Saved data entries
------
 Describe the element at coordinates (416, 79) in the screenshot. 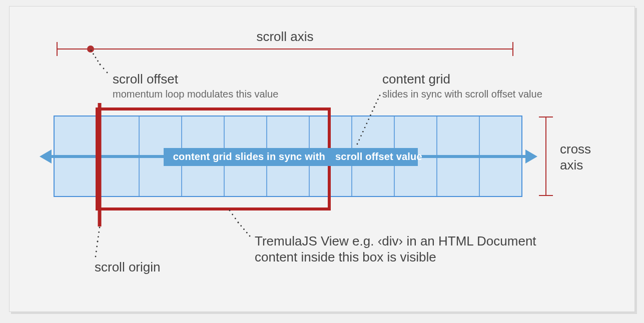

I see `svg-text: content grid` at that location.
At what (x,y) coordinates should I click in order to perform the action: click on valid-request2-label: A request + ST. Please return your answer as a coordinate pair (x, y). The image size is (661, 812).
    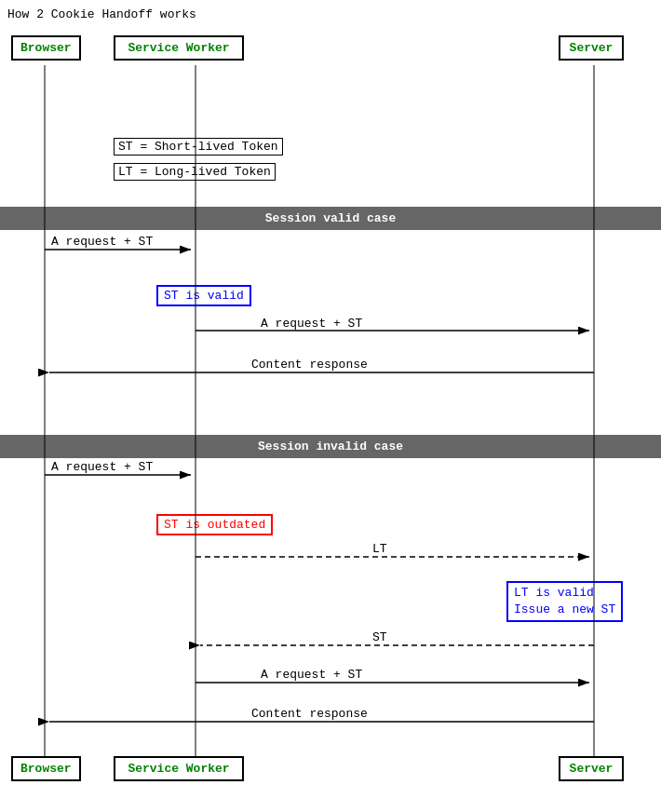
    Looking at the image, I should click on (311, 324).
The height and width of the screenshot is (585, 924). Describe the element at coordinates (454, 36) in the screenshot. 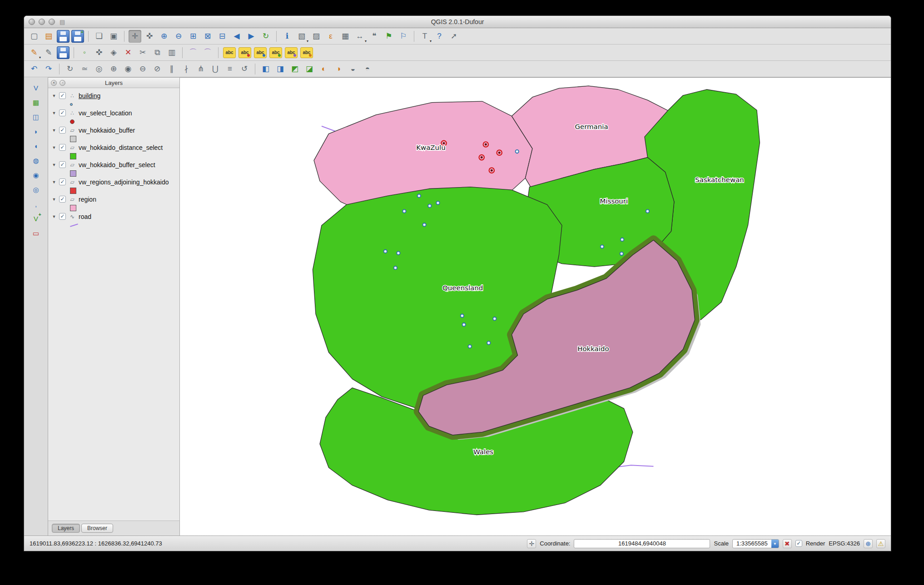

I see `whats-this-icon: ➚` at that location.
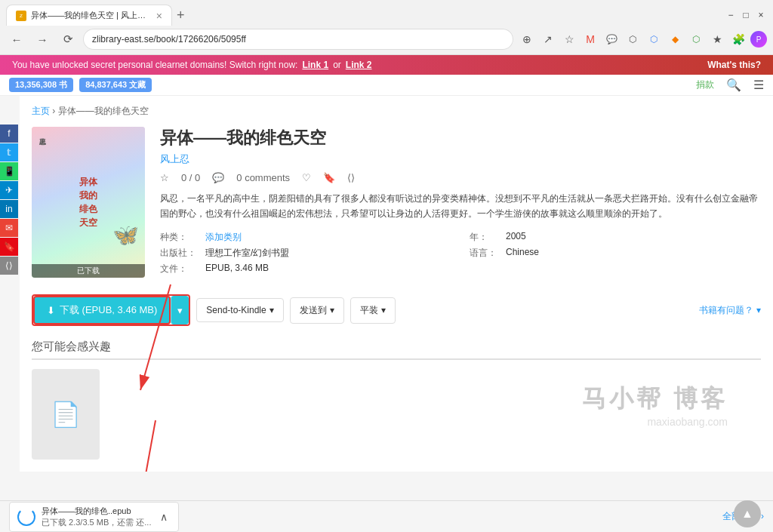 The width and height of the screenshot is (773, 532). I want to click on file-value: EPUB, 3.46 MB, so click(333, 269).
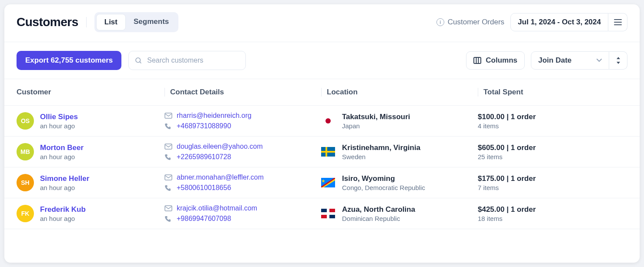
------
** The task **
Return each of the lines exactly as they appear above, with no images.

** Result **
 Describe the element at coordinates (416, 79) in the screenshot. 

I see `svg-text: content grid` at that location.
At what (x,y) coordinates should I click in order to perform the action: click on valid-request2-label: A request + ST. Please return your answer as a coordinate pair (x, y). The image size is (661, 812).
    Looking at the image, I should click on (311, 324).
The height and width of the screenshot is (585, 924). Describe the element at coordinates (454, 36) in the screenshot. 

I see `whats-this-icon: ➚` at that location.
 The width and height of the screenshot is (773, 532). I want to click on file-value: EPUB, 3.46 MB, so click(333, 269).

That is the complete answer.